What worked for me (and what didn’t): According to my reader, the novelette is 49 pages. I made it to page 29. It wasn’t the uncle thing which bothered me – if it had, I wouldn’t have bought it. After all, it’s right there in the title. The way the technical familial relationship was structured didn’t bother me in the least. In fact, I thought it was kinda funny and it was one of the factors that had me one-clicking.
But, I didn’t like Dean at all. I didn’t like the way he judged Angel for wearing too much makeup. I didn’t like the way he spoke to her. I didn’t like his high-handedness and I didn’t like how Angel didn’t tell Dean to shove his head the rest of the way up his ass and create a singularity.
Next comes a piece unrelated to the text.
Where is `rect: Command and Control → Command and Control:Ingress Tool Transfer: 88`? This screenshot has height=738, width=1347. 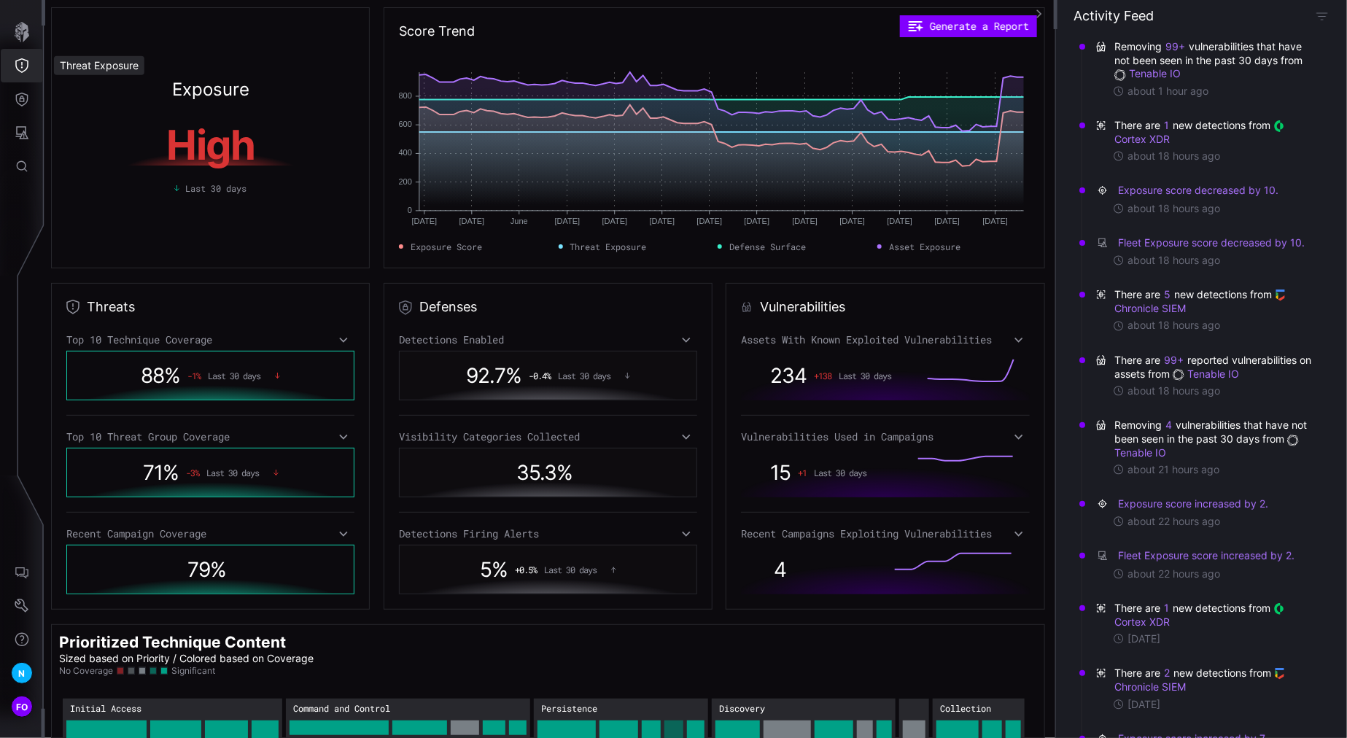
rect: Command and Control → Command and Control:Ingress Tool Transfer: 88 is located at coordinates (339, 728).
My asshole tolerance quotient (to use a maths term) is directly proportional to the doormat factor in the heroine and I didn’t see much but Angel getting walked on. She may not quite have had “welcome” tattooed on her torso, but her pushback seemed very lacklustre to me.
Also, there was Hymen Misplacement Syndrome (TM Smart Bitches) – dude (and author), the hymen is not INSIDE the body.
This is an example of one of the reasons I thought Dean was a dick:
“No, you’re not. If you think I’m going to let you run back to him because you’re scared of your natural reaction to me and mine to you, you are out of your mind. I’ve probably bred you today, and I’m not going to stop even after I breed you.”
And this is what pushed me over my personal edge and made me DNF the book. It wasn’t about Dean but it was just distasteful to me.
“I can see why my brother likes you.” I let them take it the way it sounded, but I sure as hell didn’t mean it as a compliment. She was as fake as they came, and her huge fake tits were my brother’s weakness. After he lost his wife to breast cancer ten years ago, he hated real breasts. Women with fake tits were the only kind he liked now.
(Apart from being distasteful, I think it’s biologically incorrect. AFAIK, women who have breast enlargement (as opposed to breast reconstruction) don’t have their breast tissue removed first. Getting a boob job is not a get-out-of-cancer-free card.)
What else? Obviously, this book is not my jam. If it is yours, great. (You’re not alone, it’s current Goodreads rating is 3.84). Plus, it’s only 99c – go for it. Personal taste is very subjective. I’m not apologising for not liking this one but if you did (or do), the above is not a personal judgement and you don’t have to justify or apologise for your opinion either. Like what you like. There’s plenty of room for all of us here.